Similar weaponization of legal services seems to have popped up in Ontario, where families and individuals have been defrauded and drained of their life savings after real estate developers halted the building of homes and refused to refund that money. A recent incident in North York saw investors fall victim to a syndicated mortgage fraud after the development project was halted. Their requests to get refunded were ignored and some even received threats from lawyers that were acting on behalf of their client, the real estate developer. Policing stakeholders did not seem to show any interest in policing the matter. But that same real estate developer at the helm of everything had been previously charged by Toronto police in a complex mortgage fraud scheme valued at $17 million. Those charges were eventually withdrawn, however.
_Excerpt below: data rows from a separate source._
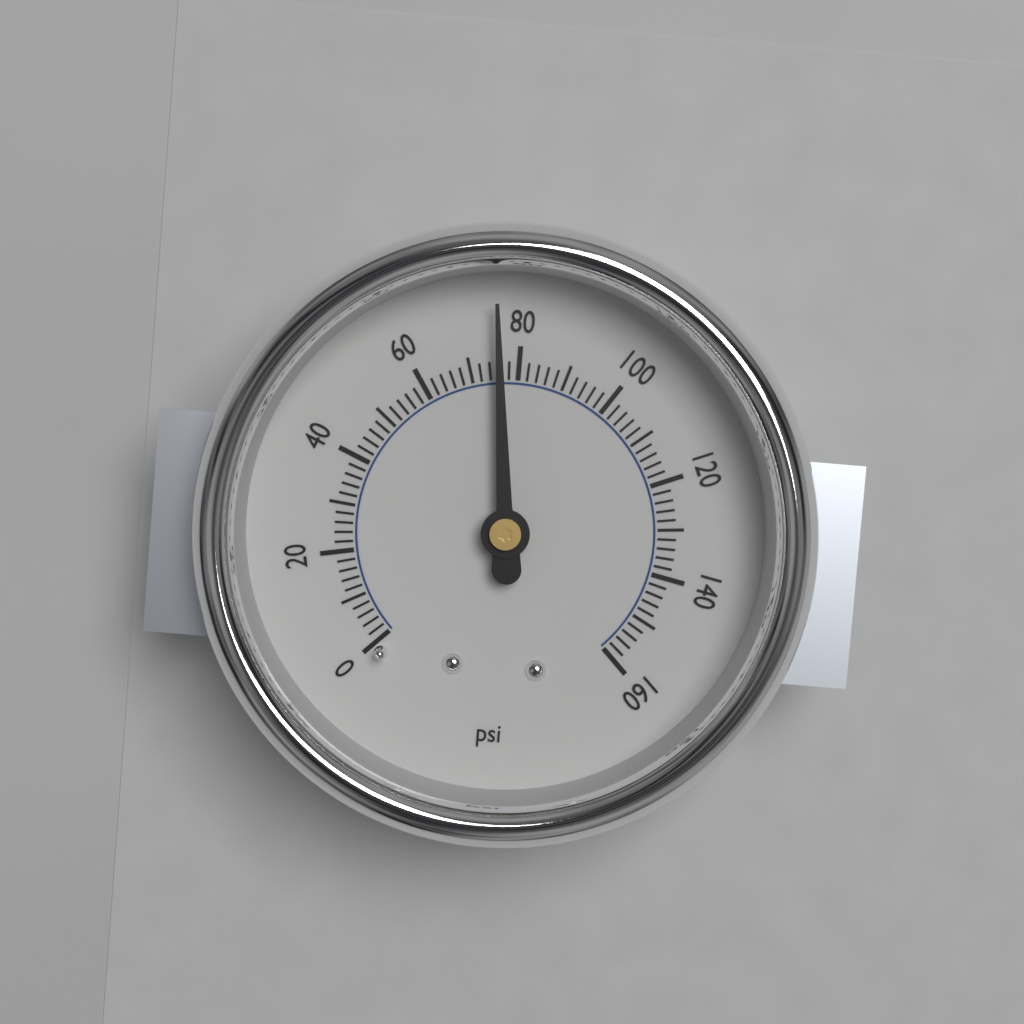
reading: 76 psi
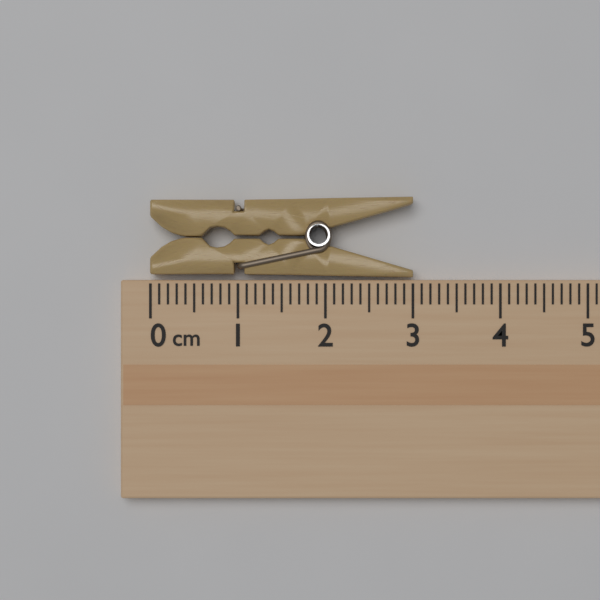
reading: 3.0 cm
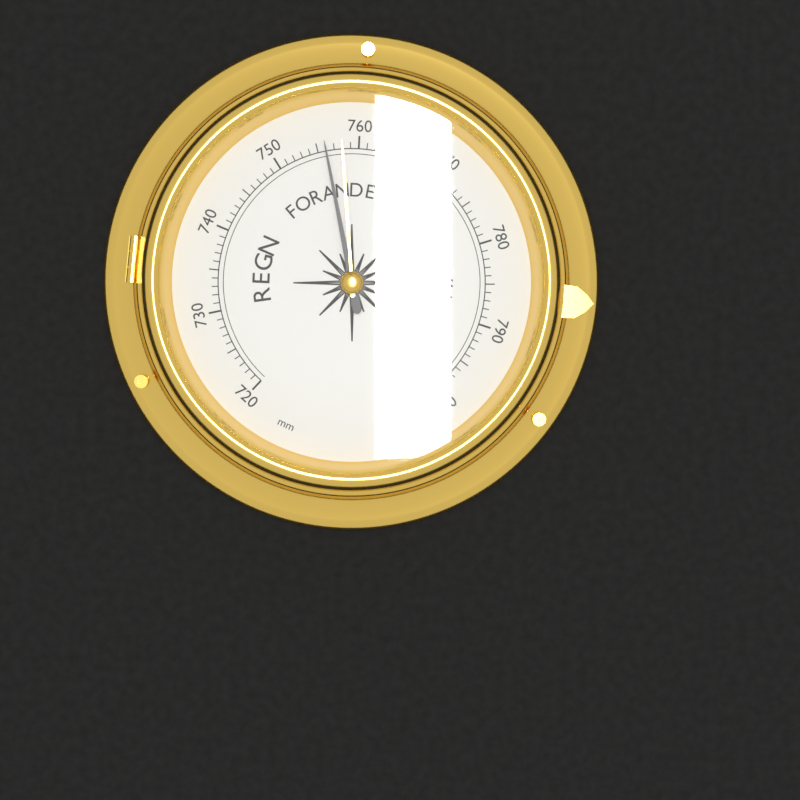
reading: 756 mm
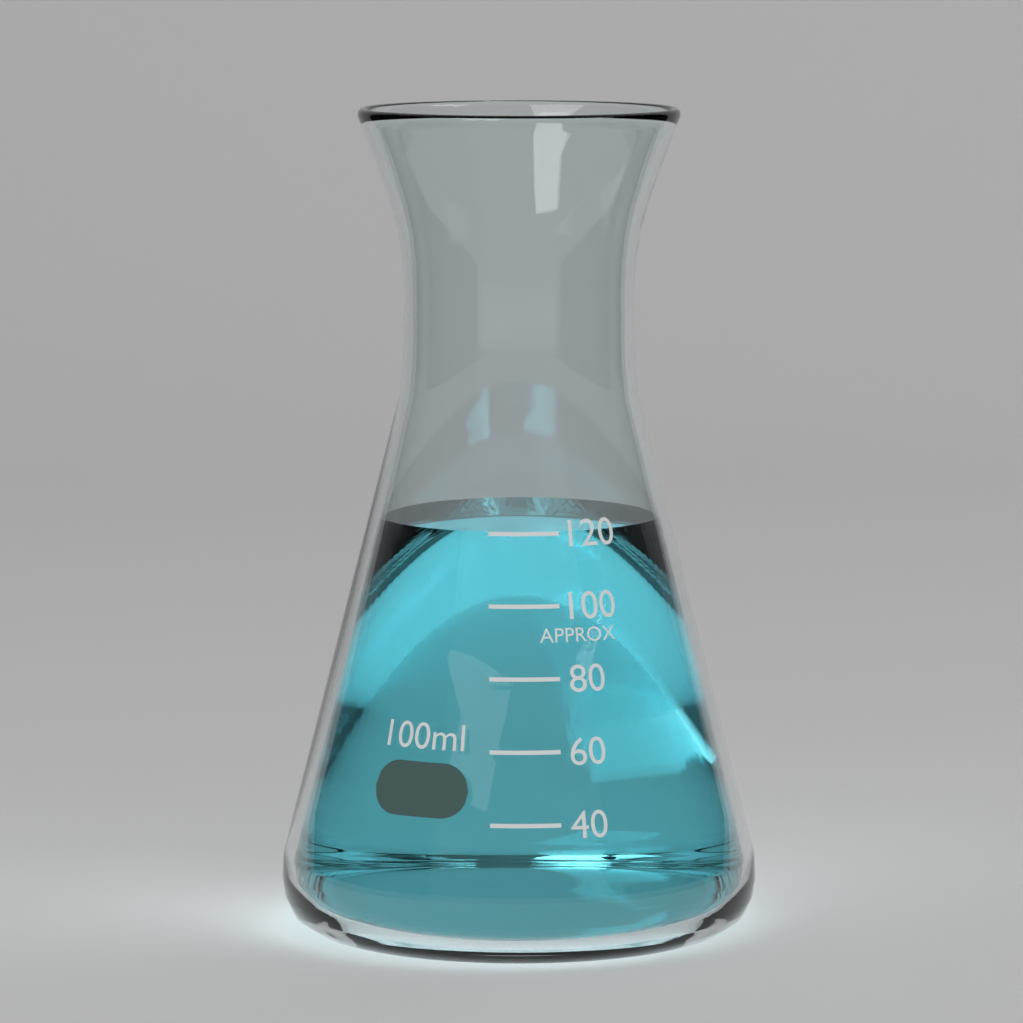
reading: 120 ml
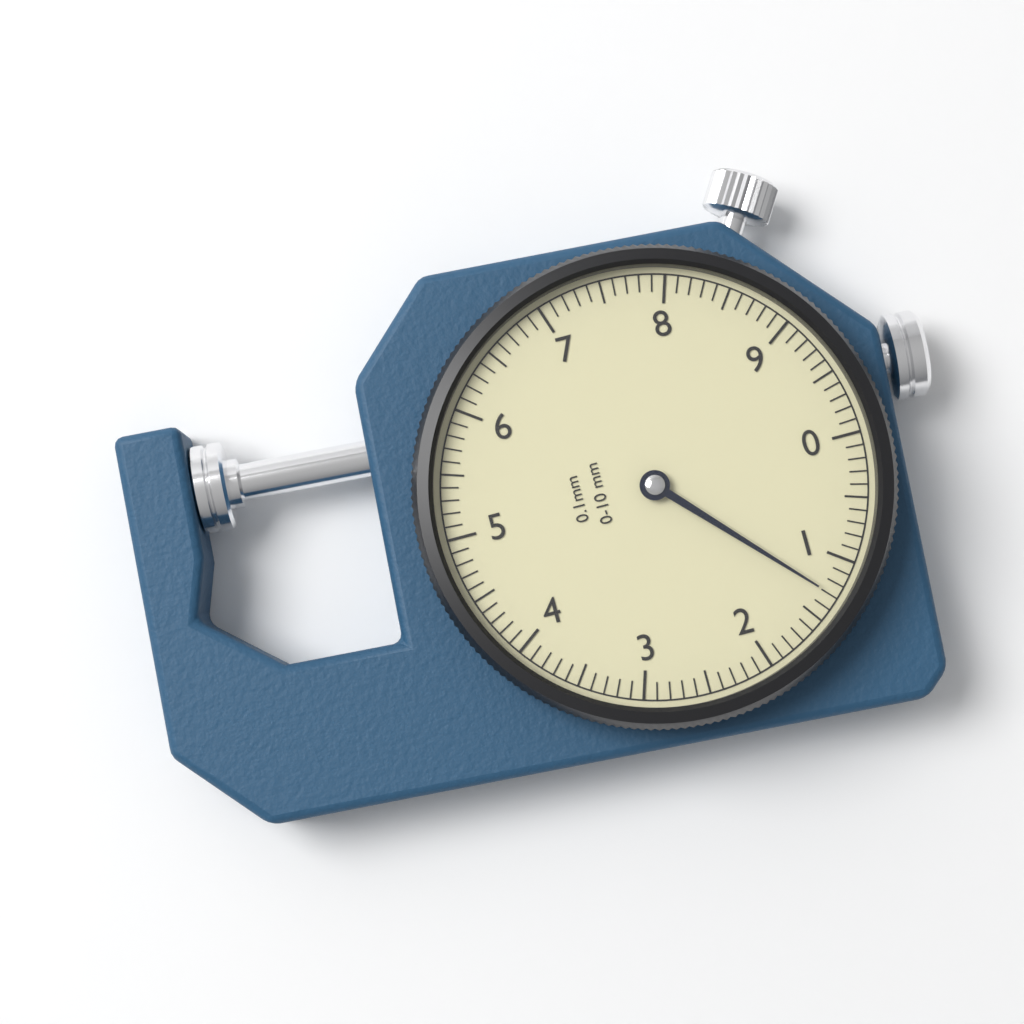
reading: 1.3 mm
One of the investors whose family was defrauded of their life savings, a husband and father of two young children, invested over $1.28 million of their family’s savings. Eventually they found out that the syndicated mortgage fraud involved two other real estate lawyers representing the syndicate. At some point, the father discovered that the money he and others had invested was not paid toward mortgages on the properties meant to secure the investment. The remainder of his family’s life savings were depleted trying to recuperate those funds in court. After that, the victim went to the real estate developer’s office where a dispute broke out, and the developer and his wife were shot and killed, then that husband and father killed himself.
After that tragedy in North York, there have been calls for Canada to reform how it handles syndicated mortgages and white-collar crime, but more problems are being traced back to lawyers. In the Greater Toronto Area there have been reports of lawyers having their offices shot at in relation to the tow truck industry—an industry that public officials have acknowledged as being influenced by organized crime.
Violence is never okay, the can of worms that has been opened by what Canadians are learning about the legal profession leads to different kinds of questions, like whether lawyers who get targeted are involved with organized criminal activity. These kinds of questions would have once been lumped in with other conspiracy theories, but the information coming out about the activities some lawyers are engaging in stretches beyond what any conspiracy theory could have imagined. If they are involved in helping further organized criminal activity, then they too belong in jail. How Canadians view the legal profession will never be the same again.
Limitations for Cabinet Privilege but not Solicitor-Client Privilege
Although there may be challenges to subjecting lawyers to a reporting regime from a constitutional perspective, given the importance of solicitor-client privilege that was noted in the Cullen Commission report, it remains to be seen whether every action a lawyer partakes in—such as a lawyer helping to facilitate organized criminal activity by creating companies, wiring money, transferring real estate and depositing money in trusts—with a client is deemed solicitor-client privilege. But courts have previously refused to acknowledge that there should be limitations to solicitor-client privilege.
Parliamentary cabinet privilege was once considered to provide blanket immunity for the discussion that occurred between the Prime Minister and their Cabinet. That is until the Justice Hogue of the Foreign Interference Commission ruled that cabinet privilege did not cover all interactions due to the overriding public interest in transparency, accountability, and effective governance. So the privilege of our elected officials has limits due to the public interest, but all interactions between solicitors and clients, even those helping to facilitate organized criminal activity such as money laundering, do not.